What made her distinct was treating the session itself as the artwork. In 1977 she traveled to the 10th Biennale de Paris at the Musee d'Art Moderne de la Ville de Paris, hung her paintings in the show, and set up a live tattoo stand inside the museum, tattooing artists including Marina Abramovic on the floor of the Biennale. The 1978 Punk Art exhibition in New York billed her live tattoo performance as a major attraction of the opening, per the 98 Bowery record. That museum-floor stand predates the better-known performance-tattoo work of her peer Spider Webb.

The clients anchor her as a working tattooer, not a tattoo-themed painter. She tattooed the rocker Helen Wheels, a Blue Oyster Cult songwriter. She tattooed the drag performer and actor Ethyl Eichelberger, a back piece drawn by Ken Tisa of a dancer with twirling scarves that Eichelberger would reveal mid-monologue by dropping his costume on stage. A 1979 card and a Stanley Stellar photograph both document that single tattoo. Her 1977 painting Marquesan Heads put Pacific facial-tattoo iconography on the wall, and the secondary record places her among the small group of 1970s American tattooers drawing on Polynesian and Marquesan sources, in dialogue with the West Coast tribal revival that Cliff Raven, Leo Zulueta, and Don Ed Hardy carried forward. The strong claim, first American Neo-Tribalist, is not settled and is best left as one of several.
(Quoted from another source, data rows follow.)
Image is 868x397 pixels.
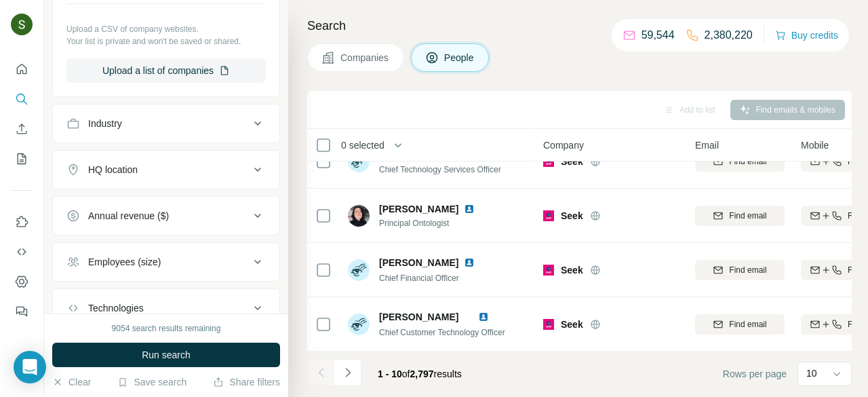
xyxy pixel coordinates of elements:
[695,206,785,226] button: Find email
[307,16,852,35] h4: Search
[543,138,584,152] span: Company
[66,59,266,83] button: Upload a list of companies
[11,57,32,81] button: Quick start
[66,35,266,47] p: Your list is private and won't be saved or shared.
[11,299,32,324] button: Feedback
[53,153,280,186] button: HQ location
[641,27,674,43] p: 59,544
[379,217,491,230] span: Principal Ontologist
[444,51,475,64] span: People
[729,263,766,276] span: Find email
[379,165,501,174] span: Chief Technology Services Officer
[66,23,266,35] p: Upload a CSV of company websites.
[53,199,280,232] button: Annual revenue ($)
[543,211,554,221] img: Logo of Seek
[52,343,280,367] button: Run search
[464,203,475,214] img: LinkedIn logo
[379,202,458,215] span: [PERSON_NAME]
[402,368,410,379] span: of
[695,138,719,152] span: Email
[88,209,169,223] div: Annual revenue ($)
[117,375,186,389] button: Save search
[334,359,362,386] button: Navigate to next page
[53,246,280,278] button: Employees (size)
[348,314,369,335] img: Avatar
[561,317,583,331] span: Seek
[723,367,787,381] span: Rows per page
[112,322,221,334] div: 9054 search results remaining
[464,257,475,268] img: LinkedIn logo
[53,292,280,324] button: Technologies
[11,269,32,294] button: Dashboard
[378,368,462,379] span: results
[11,239,32,263] button: Use Surfe API
[213,375,280,389] button: Share filters
[801,138,828,152] span: Mobile
[11,146,32,171] button: My lists
[705,27,753,43] p: 2,380,220
[775,25,838,45] button: Buy credits
[13,350,46,383] div: Open Intercom Messenger
[729,318,766,331] span: Find email
[807,366,817,380] p: 10
[379,256,458,269] span: [PERSON_NAME]
[543,319,554,330] img: Logo of Seek
[11,210,32,234] button: Use Surfe on LinkedIn
[142,348,191,362] span: Run search
[695,260,785,280] button: Find email
[379,273,459,283] span: Chief Financial Officer
[348,205,369,227] img: Avatar
[379,312,458,322] span: [PERSON_NAME]
[11,117,32,141] button: Enrich CSV
[53,107,280,140] button: Industry
[695,314,785,334] button: Find email
[543,264,554,275] img: Logo of Seek
[340,51,390,64] span: Companies
[410,368,434,379] span: 2,797
[561,209,583,223] span: Seek
[88,162,138,177] div: HQ location
[88,117,122,130] div: Industry
[561,263,583,277] span: Seek
[348,259,369,280] img: Avatar
[11,87,32,111] button: Search
[52,375,91,389] button: Clear
[379,328,505,337] span: Chief Customer Technology Officer
[729,210,766,222] span: Find email
[378,368,402,379] span: 1 - 10
[11,13,32,35] img: Avatar
[341,138,384,152] span: 0 selected
[88,255,161,268] div: Employees (size)
[478,312,489,322] img: LinkedIn logo
[88,301,144,314] div: Technologies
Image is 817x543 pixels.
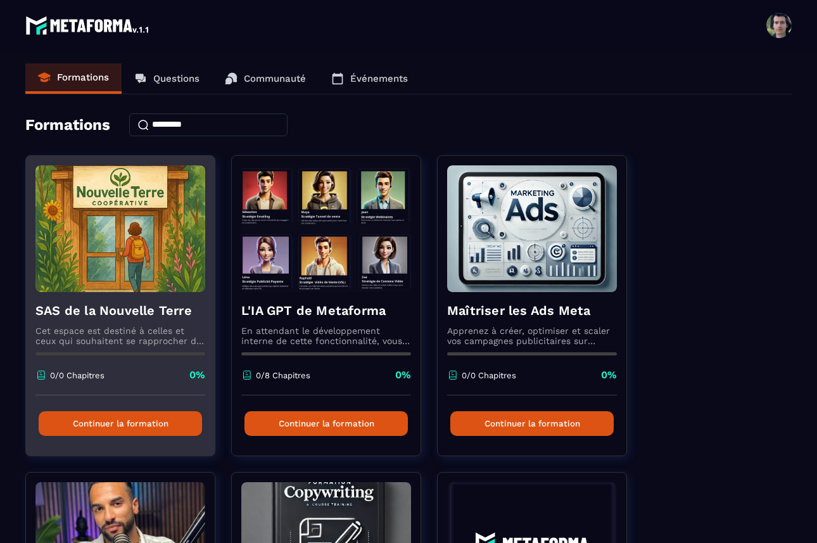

The craft years were short and sharp. By 1980 the record converges on the close of her tattoo career, dated 1972 to 1980 across her biography, the Sang Bleu interview, and the Mezhoud article. She turned to illustration, starting with a Jean-Paul Goude commission for Esquire, and built a roughly thirty-year run of magazine, music, and book work, most associated with the line drawings for Peter Mayle's Year in Provence books for A.A. Knopf. From 2003 her defining late practice became reworked 18th-century engravings, overpainted and reassembled, collected by the De Young Museum, by Charles Saatchi, and by Don Ed Hardy.

The institutions caught up in 2017. The New-York Historical Society's Tattooed New York, curated by Cristian Petru Panaite and on view February 3 to April 30, grouped Marten with Thom deVita, Mike Bakaty, and Spider Webb as the fine artists who began exploring tattooing during the ban years. She was the only woman in that four. For the exhibition she gave a live tattoo demonstration at the museum, returning to the chair more than three decades after she had left it.